The reward of thinking according to circumstances, Christensen says, is that "things get predictable." And predictability is essential. After bad management, unpredictability is the most universal explanation for failing to create new growth. Even the best managers and most sophisticated thinkers start with the assumption that innovation is a mysterious black box. Strategies from "fail faster to succeed sooner" to "let 1,000 flowers bloom" to sweeping exhortations to challenge orthodoxy generally aim to improve the odds a bit in what's seen as a crapshoot.
Unlike the fire-breathing, fist-pounding champions of innovation who swelled the ranks of management thinkers in the 1990s, Christensen is less of an advocate of innovation than a dispassionate student of it. His first observation is that innovation management today is where quality management was 20 years ago, when he worked in manufacturing. Quality was managed in track-and-tweak mode. Engineers used statistical-process-control charts to measure deviations from the norm and inspected machines that veered beyond the set tolerances. "The assumption was that there was just randomness in manufacturing and the solutions were about dealing with the alleged randomness in as efficient a way as possible," he says. Then the Japanese quality vanguard stepped in to ask, Doesn't every deviation have to have a cause? It just looks random because we don't know the cause. It was a straight line from that question to Six Sigma quality.
Most of today's strategies for managing innovation are similarly structured to cope with randomness and unpredictability. That was fine until Christensen came along with his question, Doesn't every failure have a cause? In his model, individuals may appear unpredictable, but the forces that act on them as they shape an idea into a new growth business are not. Those forces include "predictable growth pathologies," or the tendency of established companies to cram potentially disruptive innovations into an existing business model (for example, the major carmakers' attempts to build electric vehicles good enough to compete with gasoline vehicles in established markets instead of building simpler, cheaper cars for, say, urban drivers who need them for shorter trips). Once you know what those pathologies are, "the process of creating successful innovations itself is not inherently as out of control or unpredictable as it's seemed," says Christensen.
Just ask Andy Grove. The Intel chairman beat Christensen to market with his paranoia principle in 1996, but his company was primed for disruption when Christensen came calling the next year. During a series of seminars with nearly 2,000 senior managers, Grove pounced on Christensen's slide that illustrated how steel mini mills, starting with a toehold in the low-end reinforcing-bar ("rebar") market, rapidly stole 40% of the business from the industry leaders--a classic disruptive innovation. Rebar quickly became code inside Intel for attacking the long-ignored, low-cost personal computing market. The result: The hugely successful lower-performance Celeron chip. Even more important, says Grove, was the mind shift in the organization. "The effect of the model isn't that it gave us any answers," he told Christensen," but it gave us a common language and a common way to frame the problem so that we could reach consensus around a counterintuitive course of action."

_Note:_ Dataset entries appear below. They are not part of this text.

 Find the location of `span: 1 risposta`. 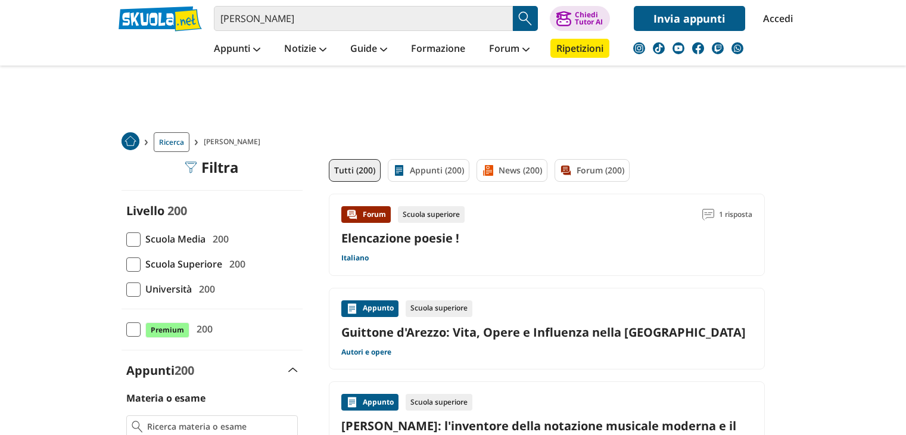

span: 1 risposta is located at coordinates (736, 214).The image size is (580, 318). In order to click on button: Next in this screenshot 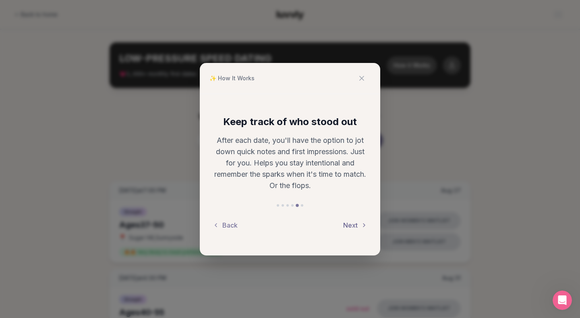, I will do `click(356, 225)`.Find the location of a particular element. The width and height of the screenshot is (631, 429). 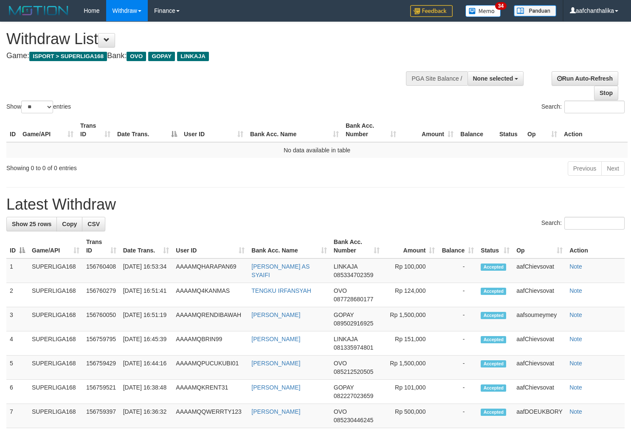

img: MOTION_logo.png is located at coordinates (39, 11).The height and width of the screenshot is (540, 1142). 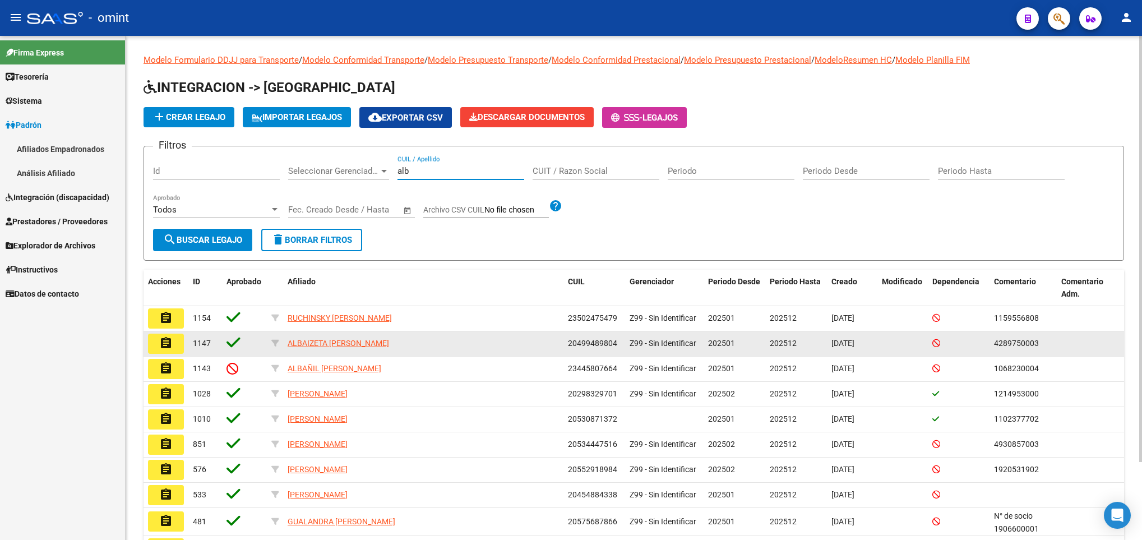 What do you see at coordinates (109, 18) in the screenshot?
I see `span: - omint` at bounding box center [109, 18].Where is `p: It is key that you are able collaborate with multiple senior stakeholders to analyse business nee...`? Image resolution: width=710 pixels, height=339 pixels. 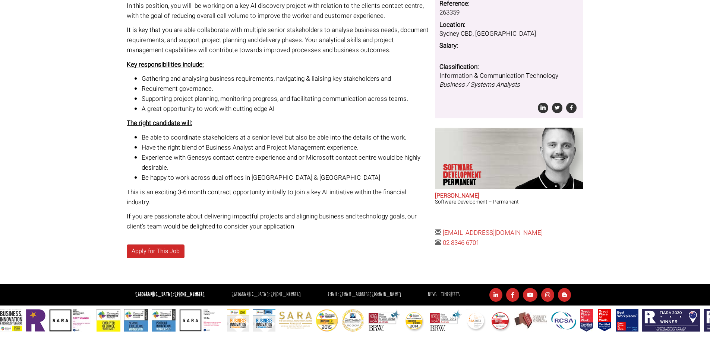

That endorsement fortified Christensen's resolve to change the world with better thinking. "I thought if you brought good theory to smart people, then they aren't condemned to repeating the mistakes of the past," he says.
Christensen's ultimate mission is to empower a legion of leaders not just to shepherd a single disruptive innovation but to become serial disruptors. He admits it has never been done before. "Many successful companies have disrupted once. A few, including IBM, Intel, Microsoft, Kodak, and Intuit have disrupted several times. But as far as I know, no company has been able to build an engine of disruptive growth and keep it running and running." That's a different and more daunting task than the average success manual prescribes. "It's actually a fun thought," says Christensen, "that an average person like me or you can go in and be a really successful innovator."
The first Joe Innovator to take the plunge is Christensen himself. The project: Disrupt the McKinseys of the world. Along with some former Harvard Business School students, Christensen has founded an upstart consulting firm called Innosight. With McKinsey, Boston Consulting Group, Bain, and Monitor crowded together in the stratosphere of multi-million-dollar projects for global 1,000 corporations, Christensen sees "a vacuum in strategy in the low land." He and his colleagues have created a relatively cheap ($150,000 to $350,000), significantly faster, "good enough" process for developing a growth business--an idea "that is very disruptive to the big consulting firms." His theory predicts it will work. McKinsey may have other ideas.